A small, portable and extensible C++ 3D coding framework for cross-platform graphics applications.
Oryol is a small, portable, and extensible C++ 3D coding framework designed for building cross-platform graphics applications. It enables developers to write once and deploy across multiple platforms, including desktop, mobile, and web, while maintaining minimal executable sizes. The framework abstracts rendering APIs like OpenGL, Metal, and Direct3D, allowing consistent shader code across different backends.
C++ developers creating 3D applications, games, or visualizations that need to run on diverse platforms such as Windows, macOS, Linux, iOS, Android, and web browsers via WebGL/emscripten.
Developers choose Oryol for its emphasis on simplicity, portability, and small binary sizes, making it ideal for web deployments and resource-constrained environments. Its extensible module system and Orthodox C++ design offer a clean, maintainable alternative to heavier graphics engines.
A small, portable and extensible C++ 3D coding framework
Open-Awesome is built by the community, for the community. Submit a project, suggest an awesome list, or help improve the catalog on GitHub.
Supports GL, GLES2, WebGL, Metal, and D3D11 from the same shader source, enabling consistent graphics across diverse platforms without rewriting code.
Produces compact binaries, with emscripten WebGL demos starting around 100 KB, making it ideal for web deployments and resource-constrained environments.
Follows clean, maintainable coding practices as per Orthodox C++ guidelines, ensuring the codebase is easy to understand and extend for developers.

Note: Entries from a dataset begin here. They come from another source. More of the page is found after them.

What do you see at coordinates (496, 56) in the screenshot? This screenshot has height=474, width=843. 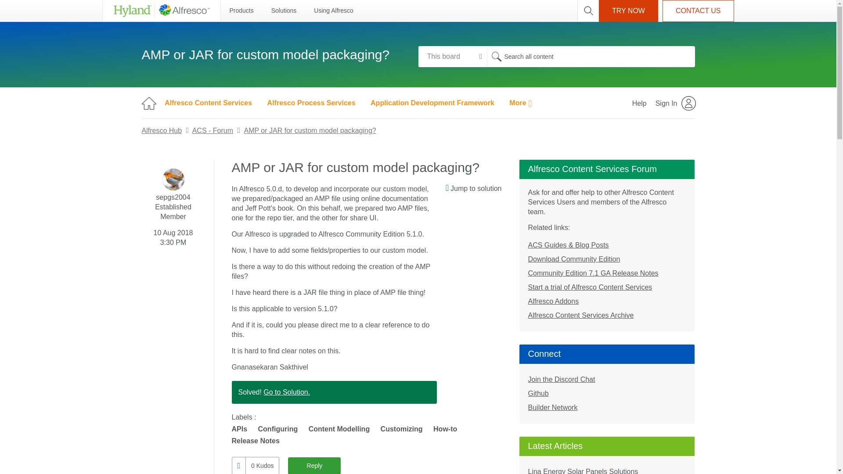 I see `Search` at bounding box center [496, 56].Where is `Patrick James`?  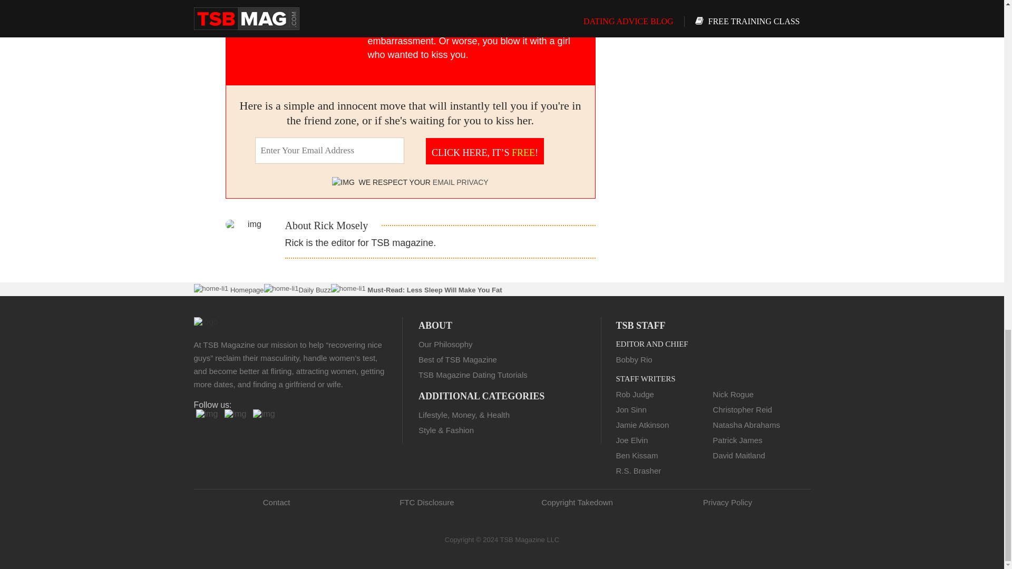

Allows integration of external code modules via git repositories, facilitating customization and use of third-party libraries like Dear ImGui or audio systems.
The project is explicitly not actively maintained, with last updates in 2017, leading to potential compatibility issues and lack of support for modern developments.
Lacks support for newer graphics APIs like Vulkan and DirectX 12, which are mentioned as not yet implemented, limiting its use in cutting-edge applications.
Relies on the custom fips build system with cmake and python, which can be non-standard and more challenging to configure compared to common build tools.